Media Statement: A weak government will always make weak laws

We call on the Minns Government to abandon these reckless, and ill-conceived laws and instead, convene a meeting of the Government, the Opposition and main stakeholders within the criminal justice system and civil liberties community to chart a way forward with respect to bail and criminal law reform.

We call on the Minns Government to stop their reckless and reactive policy announcements and commit, like the previous Liberal Government did, to utilise the established State Government law reform bodies such as the Law Reform Commission and the Sentencing Council, to drive evidence based policy solutions.

New South Wales now has the highest rate of adults on remand on record, as well as the number of Aboriginal adults on record on remand. We have officially abandoned the Close the Gap target. The Premier has introduced changes to bail that will see our prison populations explode for people charged with offences but who have not been convicted of any criminal offence.

It is time that Premier Minns and the Labor Government tell the people of New South Wales the truth:

  1. That these newly announced “Knife and Bail laws” will not make communities safer. We know from the independent research that the opposite is true.
  2. That these laws were made on the run, without genuine consultation with any professional legal body or stakeholders within the criminal justice system.
  3. That these laws evidence the substantial lengths the Labor Government will go to distract communities from the abysmal and chronic underfunding of mental health and frontline services that go to the heart of crime prevention (including Men’s Behavioural Change programs).
  4. That these laws are weak laws, introduced by a weak Premier who has politicised the criminal justice system for his own political gain.
  5. That these laws; including the introduction of electronic monitoring has been announced without any scaffolding or understanding of the practical implications; including the significant costs of implementing electronic monitoring.
  6. That these laws allow the police to have extraordinary and unprecedented search powers that will allow members of the public to be subject to a police search without reasonable suspicion.
  7. That these laws ignore the real risk of primary victim-survivors being charged as the perpetrator and being refused bail – the consequences of which will be significant.
  8. That these laws cement Labor’s role in being part of the problem and not part of the solution.

These proposed laws have been announced with a promise that they will make communities safer. They will not.  

Comments from Lydia Shelly, President, NSW Council for Civil Liberties

These laws are a sign of a weak Premier, beholden to right wing shock jocks, who continues to make policy on the run whilst misleading the community by telling them that he can eliminate violent crime by the introduction of these laws. That is simply, untrue.

Rather than focus on developing evidence based policies that provides a once in a generation framework for cultural and social change, the Premier has allowed New South Wales to be transformed into a state where the police will have the extraordinary power to search members of the public without a reason and prison populations will continue to balloon with further presumptions against bail introduced.

Research demonstrates that “wanding laws” do not make communities safer. The vast majority of people “wanded” will return a positive result. This will lead to police escalating their involvement with members of the public, who have returned a “false positive”.

Who is drafting the proposed legislation if criminal law stakeholders have not been genuinely consulted? The recent announcements do not and will not protect the community. They treat the symptoms of a social and cultural problem: violence against women and domestic and family violence. Instead of showing leadership and tackling this issue in a considered way, our Premier drags us back to the worst days of the law-and-order debates of the early 1990’s.

The Labor Government was elected with high hopes from those who care about human rights, civil liberties. These hopes continue to be eviscerated as the Premier repeatedly demonstrates that he is unable to resist populist policies inflaming a race to the bottom on law and order. This is a Premier who makes policies, without any regard for the seeds of inequality he is sowing, or the established legal principles in the criminal justice system that he rips apart.

This started with the appalling juvenile bail laws, unprecedented in Australia, which made it quite clear that the Premier is willing to use Aboriginal children as a means to a political end. It is now continued with further knife crime reforms and now a suite of reforms to target domestic and family violence offenders which represent a threat to human rights and civil liberties. These laws betray the values of the Australian Labor Party.

When will the Labor caucus to stand up and demonstrate that they are better than this?

If this trend of reactive criminal justice reform continues, we will not see a reduction in violence crimes. We will see further increasing rates of incarceration and the overrepresentation of First Nations people in custody. We will see more innocent people waiting up to eighteen months on remand, only to be found not guilty after losing their employment, their housing, their families, and relationships.

Whilst this may serve the political tactics of a weak Premier, it is appalling public policy, and it does not serve the people of New South Wales.

SIGN OUR PETITION TO OPPOSE THESE LAWS HERE.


Exercise details
Below are entries to examine: work out how many lines contain the word "content", and give only that number.

Given records
*** Block opens ***
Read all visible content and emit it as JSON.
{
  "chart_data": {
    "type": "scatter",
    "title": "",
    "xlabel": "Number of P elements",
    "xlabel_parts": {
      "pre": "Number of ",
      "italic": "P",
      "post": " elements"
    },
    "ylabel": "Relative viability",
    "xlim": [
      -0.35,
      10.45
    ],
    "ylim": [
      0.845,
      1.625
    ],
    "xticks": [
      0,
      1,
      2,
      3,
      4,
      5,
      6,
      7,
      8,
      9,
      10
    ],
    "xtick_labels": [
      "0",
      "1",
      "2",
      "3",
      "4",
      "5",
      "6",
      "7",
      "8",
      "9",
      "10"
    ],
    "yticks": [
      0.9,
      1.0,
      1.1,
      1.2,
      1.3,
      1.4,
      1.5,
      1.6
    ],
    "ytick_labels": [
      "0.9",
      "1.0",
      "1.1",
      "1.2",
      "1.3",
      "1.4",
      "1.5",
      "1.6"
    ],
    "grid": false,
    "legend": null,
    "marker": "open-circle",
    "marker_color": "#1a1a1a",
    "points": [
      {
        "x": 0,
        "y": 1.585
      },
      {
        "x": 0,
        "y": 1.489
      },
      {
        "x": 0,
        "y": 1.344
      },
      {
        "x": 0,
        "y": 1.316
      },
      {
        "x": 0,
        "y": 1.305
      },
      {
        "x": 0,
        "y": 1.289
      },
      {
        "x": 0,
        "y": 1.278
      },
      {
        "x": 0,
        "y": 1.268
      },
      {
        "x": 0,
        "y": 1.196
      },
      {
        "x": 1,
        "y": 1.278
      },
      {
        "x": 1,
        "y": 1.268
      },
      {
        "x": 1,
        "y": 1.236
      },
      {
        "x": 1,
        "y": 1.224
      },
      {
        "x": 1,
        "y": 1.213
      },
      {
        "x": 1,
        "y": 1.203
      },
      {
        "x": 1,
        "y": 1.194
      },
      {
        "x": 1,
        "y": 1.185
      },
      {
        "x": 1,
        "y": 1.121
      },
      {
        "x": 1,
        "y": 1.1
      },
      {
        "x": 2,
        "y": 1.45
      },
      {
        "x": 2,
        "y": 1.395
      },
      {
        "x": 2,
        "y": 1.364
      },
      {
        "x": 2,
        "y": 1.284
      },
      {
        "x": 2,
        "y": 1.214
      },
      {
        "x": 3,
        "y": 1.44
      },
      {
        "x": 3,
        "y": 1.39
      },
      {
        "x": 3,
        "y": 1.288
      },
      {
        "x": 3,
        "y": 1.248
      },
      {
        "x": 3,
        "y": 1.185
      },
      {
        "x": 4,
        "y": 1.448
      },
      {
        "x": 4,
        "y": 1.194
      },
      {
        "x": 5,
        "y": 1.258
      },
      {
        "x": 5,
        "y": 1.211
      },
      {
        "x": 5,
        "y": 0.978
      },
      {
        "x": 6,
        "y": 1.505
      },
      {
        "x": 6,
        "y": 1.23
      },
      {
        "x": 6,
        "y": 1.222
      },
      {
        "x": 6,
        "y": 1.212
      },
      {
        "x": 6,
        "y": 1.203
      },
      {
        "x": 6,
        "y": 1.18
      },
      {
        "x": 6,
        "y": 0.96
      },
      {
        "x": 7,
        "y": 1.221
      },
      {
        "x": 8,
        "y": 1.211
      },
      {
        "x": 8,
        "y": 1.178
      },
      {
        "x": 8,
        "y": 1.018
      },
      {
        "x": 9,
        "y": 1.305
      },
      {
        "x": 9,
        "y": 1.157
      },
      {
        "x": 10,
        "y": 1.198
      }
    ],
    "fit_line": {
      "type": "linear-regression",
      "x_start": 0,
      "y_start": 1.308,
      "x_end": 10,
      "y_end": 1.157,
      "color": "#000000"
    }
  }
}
*** Block closes ***
*** Block opens ***
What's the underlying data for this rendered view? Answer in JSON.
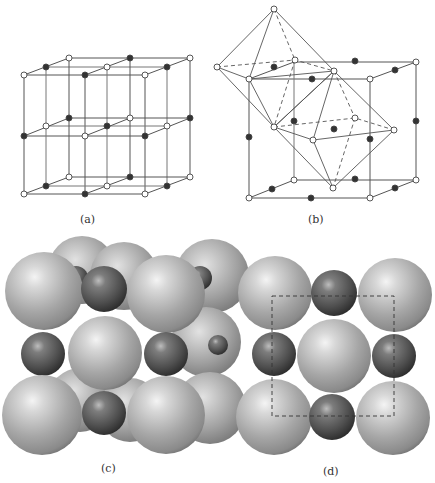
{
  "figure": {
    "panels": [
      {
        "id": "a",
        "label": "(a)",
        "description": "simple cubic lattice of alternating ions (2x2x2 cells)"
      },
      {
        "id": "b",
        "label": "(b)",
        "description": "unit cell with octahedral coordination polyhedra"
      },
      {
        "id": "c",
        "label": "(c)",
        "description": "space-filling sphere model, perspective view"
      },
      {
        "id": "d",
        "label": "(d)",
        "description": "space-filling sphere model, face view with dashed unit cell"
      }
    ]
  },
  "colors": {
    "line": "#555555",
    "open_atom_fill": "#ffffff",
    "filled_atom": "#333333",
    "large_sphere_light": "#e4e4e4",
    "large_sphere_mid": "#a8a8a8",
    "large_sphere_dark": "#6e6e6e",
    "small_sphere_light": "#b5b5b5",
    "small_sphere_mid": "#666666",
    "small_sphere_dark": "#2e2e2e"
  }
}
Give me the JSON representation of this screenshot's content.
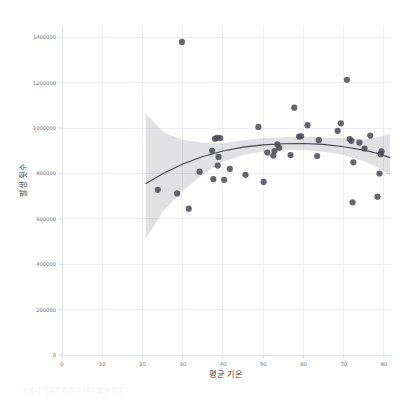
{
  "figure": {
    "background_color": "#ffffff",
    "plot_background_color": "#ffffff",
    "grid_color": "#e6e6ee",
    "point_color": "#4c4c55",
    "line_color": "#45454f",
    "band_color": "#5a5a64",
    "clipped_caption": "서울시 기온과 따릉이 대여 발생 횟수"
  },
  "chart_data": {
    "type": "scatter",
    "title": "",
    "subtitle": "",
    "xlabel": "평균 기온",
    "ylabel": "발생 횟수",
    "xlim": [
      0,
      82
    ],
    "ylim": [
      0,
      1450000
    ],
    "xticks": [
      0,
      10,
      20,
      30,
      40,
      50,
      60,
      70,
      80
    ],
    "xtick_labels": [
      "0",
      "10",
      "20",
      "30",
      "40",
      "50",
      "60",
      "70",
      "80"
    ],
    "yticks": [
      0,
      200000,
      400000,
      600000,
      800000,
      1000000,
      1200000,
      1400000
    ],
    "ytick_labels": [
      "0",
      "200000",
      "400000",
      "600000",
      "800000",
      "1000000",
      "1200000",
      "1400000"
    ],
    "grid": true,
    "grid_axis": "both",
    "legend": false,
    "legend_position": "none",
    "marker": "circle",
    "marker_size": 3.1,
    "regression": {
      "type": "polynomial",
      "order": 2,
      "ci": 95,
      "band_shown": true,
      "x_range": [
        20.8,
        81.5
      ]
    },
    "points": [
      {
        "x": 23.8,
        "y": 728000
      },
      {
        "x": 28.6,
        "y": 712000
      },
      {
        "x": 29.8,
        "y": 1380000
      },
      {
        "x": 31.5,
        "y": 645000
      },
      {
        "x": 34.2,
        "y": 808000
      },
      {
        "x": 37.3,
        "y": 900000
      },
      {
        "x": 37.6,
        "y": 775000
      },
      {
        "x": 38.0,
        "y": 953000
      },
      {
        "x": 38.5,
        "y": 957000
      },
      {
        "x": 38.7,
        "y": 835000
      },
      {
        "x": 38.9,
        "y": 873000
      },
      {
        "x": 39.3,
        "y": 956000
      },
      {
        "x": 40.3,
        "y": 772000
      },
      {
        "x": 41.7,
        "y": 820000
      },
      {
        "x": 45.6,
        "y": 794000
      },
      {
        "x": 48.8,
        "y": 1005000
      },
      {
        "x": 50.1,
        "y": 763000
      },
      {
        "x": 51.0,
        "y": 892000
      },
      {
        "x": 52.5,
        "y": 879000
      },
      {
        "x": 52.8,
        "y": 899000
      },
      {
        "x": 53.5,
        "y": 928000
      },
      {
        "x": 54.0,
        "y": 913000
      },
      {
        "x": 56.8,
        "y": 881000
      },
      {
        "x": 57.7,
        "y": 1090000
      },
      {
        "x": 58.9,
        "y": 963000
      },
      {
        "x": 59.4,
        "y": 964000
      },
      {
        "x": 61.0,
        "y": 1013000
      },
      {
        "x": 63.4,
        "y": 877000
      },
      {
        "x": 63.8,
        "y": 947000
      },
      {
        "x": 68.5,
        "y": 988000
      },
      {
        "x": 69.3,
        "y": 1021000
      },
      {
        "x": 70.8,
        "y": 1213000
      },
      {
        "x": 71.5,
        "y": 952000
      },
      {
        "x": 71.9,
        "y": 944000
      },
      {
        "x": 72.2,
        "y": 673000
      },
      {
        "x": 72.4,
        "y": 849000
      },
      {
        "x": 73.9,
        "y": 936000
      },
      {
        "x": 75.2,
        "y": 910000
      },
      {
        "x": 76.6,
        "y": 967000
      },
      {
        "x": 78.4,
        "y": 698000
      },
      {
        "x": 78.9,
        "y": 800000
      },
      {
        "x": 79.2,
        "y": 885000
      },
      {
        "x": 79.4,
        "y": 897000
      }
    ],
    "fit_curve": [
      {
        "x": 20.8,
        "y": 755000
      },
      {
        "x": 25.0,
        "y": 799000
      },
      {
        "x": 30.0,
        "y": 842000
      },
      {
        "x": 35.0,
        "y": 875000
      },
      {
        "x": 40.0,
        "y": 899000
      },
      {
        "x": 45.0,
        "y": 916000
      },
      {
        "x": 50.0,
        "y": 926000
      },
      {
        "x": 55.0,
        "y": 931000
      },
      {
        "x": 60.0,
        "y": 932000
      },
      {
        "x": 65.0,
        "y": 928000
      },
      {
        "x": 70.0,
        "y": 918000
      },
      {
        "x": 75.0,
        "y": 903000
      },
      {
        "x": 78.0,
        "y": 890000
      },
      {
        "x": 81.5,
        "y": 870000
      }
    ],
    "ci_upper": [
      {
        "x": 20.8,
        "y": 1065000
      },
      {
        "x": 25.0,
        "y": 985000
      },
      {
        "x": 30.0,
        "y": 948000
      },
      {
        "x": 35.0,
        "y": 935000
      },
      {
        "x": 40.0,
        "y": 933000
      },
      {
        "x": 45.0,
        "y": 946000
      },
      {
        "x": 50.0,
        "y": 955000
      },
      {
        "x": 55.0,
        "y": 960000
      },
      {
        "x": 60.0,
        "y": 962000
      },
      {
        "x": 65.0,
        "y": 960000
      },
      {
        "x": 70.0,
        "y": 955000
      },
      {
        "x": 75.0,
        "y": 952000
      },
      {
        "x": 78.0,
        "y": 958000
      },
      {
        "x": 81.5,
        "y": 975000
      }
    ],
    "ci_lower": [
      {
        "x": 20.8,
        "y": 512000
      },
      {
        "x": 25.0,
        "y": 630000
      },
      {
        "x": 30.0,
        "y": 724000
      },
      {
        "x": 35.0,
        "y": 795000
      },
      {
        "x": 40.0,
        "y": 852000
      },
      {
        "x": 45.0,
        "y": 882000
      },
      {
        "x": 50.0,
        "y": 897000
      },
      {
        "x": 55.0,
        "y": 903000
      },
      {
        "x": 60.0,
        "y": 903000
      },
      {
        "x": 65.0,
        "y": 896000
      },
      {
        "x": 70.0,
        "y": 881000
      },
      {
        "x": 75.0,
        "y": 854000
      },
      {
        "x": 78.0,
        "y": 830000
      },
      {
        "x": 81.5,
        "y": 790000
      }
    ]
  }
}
*** Block closes ***
Finished task
2